Christmas Presents!

Shopping for Christmas presents? Do you know someone who loves coffee, tea and hot chocolate? Do
you love those things things? Well what would you say if I told you that there was a way you could buy your gifts of coffee, tea, hot chocolate, snacks and more and also support Cameron and I here at the
Missionary Training Center? You can! We have set up a fundraising account with
Equal Exchange and they will send us 25% of all purchases!
We only receive the 25% from the unique URL they have given to us so be sure to use the following link (our names are at the top of the site). http://fundraiser.equalexchange.coop/?fundraiser=NEAC001W Please share the URL link with those you know! Support a missionary couple while drinking a cup of coffee - could you ask for anything better?! We're pretty excited about this and hope you are too!
Heading South

We
are coming to Florida next month for Christmas break! We will be
heading down in the wee hours of December 21st and plan to be there until January 11th after which point we will shoot back up to Union, Missouri until
the 16th or so and be back in Roach in plenty of time for classes to
resume January 19th which will also be our six month anniversary! So if
you are near the Winter Park or Union area, we would love to get
together with you during this time and share with you what the Lord has
been teaching us and the desire He has placed on our hearts to serve Him
in Papua New Guinea.

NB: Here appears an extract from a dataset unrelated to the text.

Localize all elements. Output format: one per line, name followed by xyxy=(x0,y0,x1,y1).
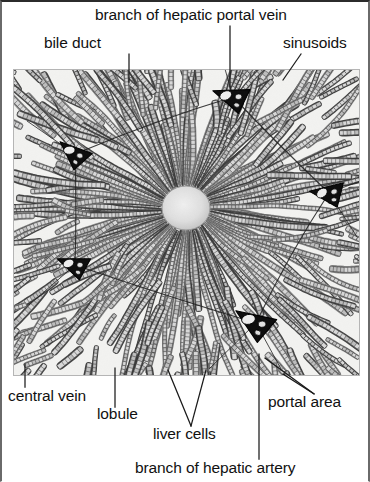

Please email us at
cameron_neace@ntm.org to set up a day and time. We can get together for coffee, a meal or whatever works for you.
Below is some information from the Equal Exchange website that we hope will answer most of your questions. But feel free to check out their website for more information or just ask us.
"We were founded in 1986 as the first Fair Trade coffee company in the U.S.
Our products are, and have always been, 100% Fair Trade. Equal Exchange trades only with democratically-run farmer co-operatives: businesses that are owned and governed democratically by the farmers - so that the benefits of trade can have a truly transformative effect on the lives of the farmers and their communities. Rather than supplying a commodity to a faceless buyer farther down the chain, farmers in the fair trade system develop long-term, direct relationships with fair trade organizations such as Equal Exchange. Fair traders are committed to buying from and supporting
their co-op partners year after year.
Co-ops benefit farmers in many ways:
* Small farmers can gain access to the international market directly, with a voice in the process and the ability to negotiate their own contracts and partnerships
* Cooperatives receive fair trade social premiums, which farmers-members can determine how to use. They know best what the community needs most and now they can afford to get it. (For example: health clinics, schools, offices, warehouses, processing plants for their crops.) Only by pooling community resources, in the form of these premiums, can large projects like these be successful.
* Cooperatives provide long-term stability for farmers by changing the way trade is done. Trading with individual farmers does not have this same capacity for broad social change.
Special challenges facing coffee / chocolate / tea producer
Small farmers have no direct access to the market, making them
reliant on the predatory middlemen. Every middleman on the chain gets
paid a bit more, with the farmer, who did all the work, being paid the
least.
For Coffee:
* Volatile market prices may not meet the costs of growing coffee
* Because coffee is an annual harvest, most coffee farmers have to make their annual harvest payment last an entire year. Because conventional farmers don't receive a fair price, they often take out loans to cover their expenses in the lean months, keeping them in chronic debt.
* 25 million people grow coffee worldwide
*70% of the world's coffee is grown by small-scale coffee farmers with just 5 - 8 acres each
For Chocolate:

* 70% of the world's chocolate comes from West Africa, where forced child labor in the cocoa industry is rampant
For Tea:
Most of the world's tea is grown in large plantations, a relic of the colonial era in Asia
All of Equal Exchange's cocoa products and teas are certified organic
A small percentage of our coffee is not, but comes from farms that are transitioning to organic certification. And fair trade standards require minimal use of harmful chemicals and destructive farming practices, even in 'conventional' (non-organic-certified) products.
Why coffee, tea and cocoa?
None of these foods can be grown in the U.S.,
so all are imported. Also coffee is the largest food import in the U.S. and we consume over 20% of the world's coffee. As a result, we are particularly disconnected from
the sources of these staples of our 21st century diet and the farmers
who grew them, many of whom face real challenges."